Taste TV

Fan the flames: Roger Mooking explores cooking with fire

« Back to Taste TV

 
Author: 
Andrew Warren / TV Media
Roger Mooking stars in "Man Fire Food"

Roger Mooking stars in "Man Fire Food"

Fire. It fascinates us, it enraptures us and it defines us as humans. The scene of a group of cave men (and women!) smashing rocks or rubbing sticks together to get a few sparks is a classic in science fiction. Even the plot of this year's "The Jungle Book" was about how fire set the humans apart from the animals of the jungle.

Chef Roger Mooking is even more fascinated by fire than most; of course, being that he's a chef, it's the culinary uses of the flames that he's most interested in.
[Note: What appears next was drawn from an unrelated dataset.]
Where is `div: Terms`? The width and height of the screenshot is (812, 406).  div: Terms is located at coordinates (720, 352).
So interested, in fact, that he has made a whole TV show about the stuff.

"Man Fire Food" is Mooking's travelog, of sorts. He's traveled all over the world to check out the weird, wonderful and inventive ways that people cook with flames. This week's episode, airing Tuesday, Aug. 9, on Cooking Channel, follows him as he visits a pair of chefs who are reinventing the backyard rotisserie.
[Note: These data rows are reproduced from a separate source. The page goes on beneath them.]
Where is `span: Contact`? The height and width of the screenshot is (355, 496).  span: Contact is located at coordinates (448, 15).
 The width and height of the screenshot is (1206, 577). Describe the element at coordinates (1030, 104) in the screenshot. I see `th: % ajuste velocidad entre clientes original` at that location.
First, he stops by Alexander City, Alabama, where a local chef has built a unique contraption that uses fire to cook some of the most delicious and succulent legs of lamb that Mooking has ever had the pleasure of sinking his teeth into.

Then, our host is headed east, to Charleston, South Carolina. There, he'll be exploring Cypress, a local favorite whose wood-fired food is famous around the city. It's what's happening outside of the kitchen that has Mooking interested, though: the restaurant's chef has built a backyard rotisserie that can handle entire strings of ducks or chickens.

They may be inventive, but these rotisseries are far from the most creative ways of cooking with fire that the Canadian chef has come across in "Man Fire Food." He's experienced a meal cooked in the shell of an old airplane that's been converted into a cooker, a whole-pig rig made out of two steel troughs wired together, and even a unique cooker that burns coal instead of wood or charcoal.

Fire sure is fascinating, and even more so when it's used in inventive ways to make a succulent meal. Roger Mooking's "Man Fire Food" airs Tuesdays on Cooking Channel.